One major benefit of the new Release Management Server for Team Foundation Server 2013 is that it provides all the automated deployment goodness we were discussing earlier.
It also ensures that the deployments are pushed out the same way to all stages.
Not only does it automate the overall workflow, but it provides the ability to automate approvals where necessary, such as early phase deployments. You can still keep manual approvals for deployments deeper in the release cycle.
Finally, the whole process is recorded so that you can enjoy full traceability throughout the process. This is extremely valuable in scenarios where there are strict compliance requirements for legal or other reasons.
Let’s take a look at how the new release management infrastructure fits into your development environment.
[Build]
First, you’ll deploy Release Management Server.
[Build]
Next, you’ll install deployment nodes on the target systems in your deployment environments.
[Build]
You can then configure Release Management Server to pull builds from TFS and push them out to the specified environment.
[Build]
There is also a client app and Web UI that allow users to interact with the release management, workflow, and reporting features.
A release typically gets triggered by an automated event, whether it’s a check-in or on a schedule. However, you can manually create a release as well. Once a release is begun, it works its way down the “release path”, which might be “Dev to QA to Production” with automated and/or manual gates at each.

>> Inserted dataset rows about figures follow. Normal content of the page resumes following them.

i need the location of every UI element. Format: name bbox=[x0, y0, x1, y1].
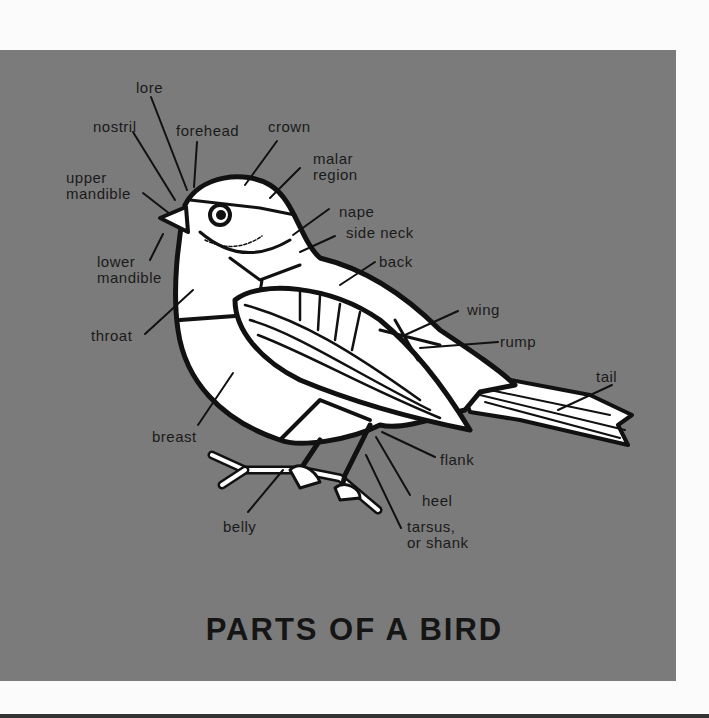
label-rump: rump bbox=[500, 334, 536, 350]
label-tarsus: tarsus, or shank bbox=[407, 519, 469, 551]
label-forehead: forehead bbox=[176, 123, 239, 139]
label-wing: wing bbox=[467, 302, 500, 318]
label-side-neck: side neck bbox=[346, 225, 414, 241]
label-breast: breast bbox=[152, 429, 197, 445]
label-nape: nape bbox=[339, 204, 374, 220]
label-upper-mandible: upper mandible bbox=[66, 170, 131, 202]
label-lower-mandible: lower mandible bbox=[97, 254, 162, 286]
label-heel: heel bbox=[422, 493, 452, 509]
diagram-title: PARTS OF A BIRD bbox=[0, 612, 709, 648]
label-back: back bbox=[379, 254, 413, 270]
label-nostril: nostril bbox=[93, 119, 137, 135]
label-flank: flank bbox=[440, 452, 474, 468]
bird-illustration bbox=[0, 0, 709, 718]
label-malar-region: malar region bbox=[313, 151, 358, 183]
label-throat: throat bbox=[91, 328, 132, 344]
label-belly: belly bbox=[223, 519, 256, 535]
label-tail: tail bbox=[596, 369, 617, 385]
label-lore: lore bbox=[136, 80, 163, 96]
bottom-divider bbox=[0, 714, 709, 718]
label-crown: crown bbox=[268, 119, 311, 135]
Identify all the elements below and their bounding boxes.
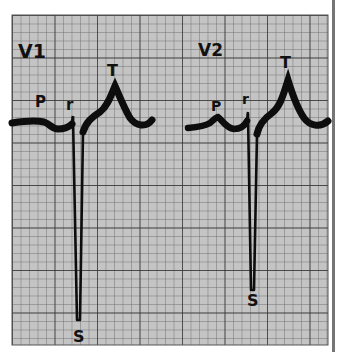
lead-label-v1: V1 xyxy=(18,40,46,62)
ecg-figure: V1 P r T S V2 P r T S xyxy=(0,0,338,352)
lead-label-v2: V2 xyxy=(198,40,223,60)
v2-s-label: S xyxy=(247,291,259,310)
v1-t-label: T xyxy=(107,61,118,80)
v1-s-label: S xyxy=(73,327,85,346)
v2-p-label: P xyxy=(211,98,221,114)
v2-r-label: r xyxy=(242,91,249,107)
v1-r-label: r xyxy=(66,96,74,114)
v1-p-label: P xyxy=(35,93,46,111)
page-edge-strip xyxy=(332,0,335,352)
v2-t-label: T xyxy=(280,53,291,72)
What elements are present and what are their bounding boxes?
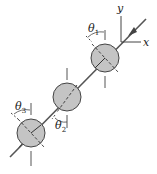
theta-3-symbol: θ <box>15 100 22 113</box>
disk-1 <box>86 30 119 88</box>
theta-1-symbol: θ <box>88 22 95 35</box>
coordinate-axes <box>121 16 141 42</box>
theta-2-symbol: θ <box>55 119 62 132</box>
theta-3-sub: 3 <box>22 107 26 115</box>
theta-2-sub: 2 <box>62 126 66 134</box>
x-axis-label: x <box>143 37 149 48</box>
theta-1-label: θ1 <box>88 23 99 37</box>
y-axis-label: y <box>117 3 123 14</box>
theta-2-label: θ2 <box>55 120 66 134</box>
disk-shaft-diagram <box>0 0 157 174</box>
shaft-arrow-icon <box>128 27 137 36</box>
theta-1-sub: 1 <box>95 29 99 37</box>
theta-3-label: θ3 <box>15 101 26 115</box>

The paths are composed on the various servers grouped into environments on which the testing for the stage is performed. Once an application needs to be deployed to a new environment, the server will queue deployment requests to all the required target servers for each component of the application. This allows an atomic deployment of all the components.
The Release Management Deployment Agent running on each target server monitors the Release Management Server continually, at a configurable interval, and will pick the installation requests for the one or many components it needs to install locally.
The Deployment Agent will then find and download the release package, provided by the Release Management Server. RMS calculates the location using the TFS API, if built by TFS, or using a predefined UNC path if not.
Finally, the Deployment Agent downloads any additional executables, such as batch files, PowerShell scripts, EXEs, etc., to be run as part of the installation. These are additional deployment activities beyond the installation itself. Creating test data or triggering automated tests are common scenarios here.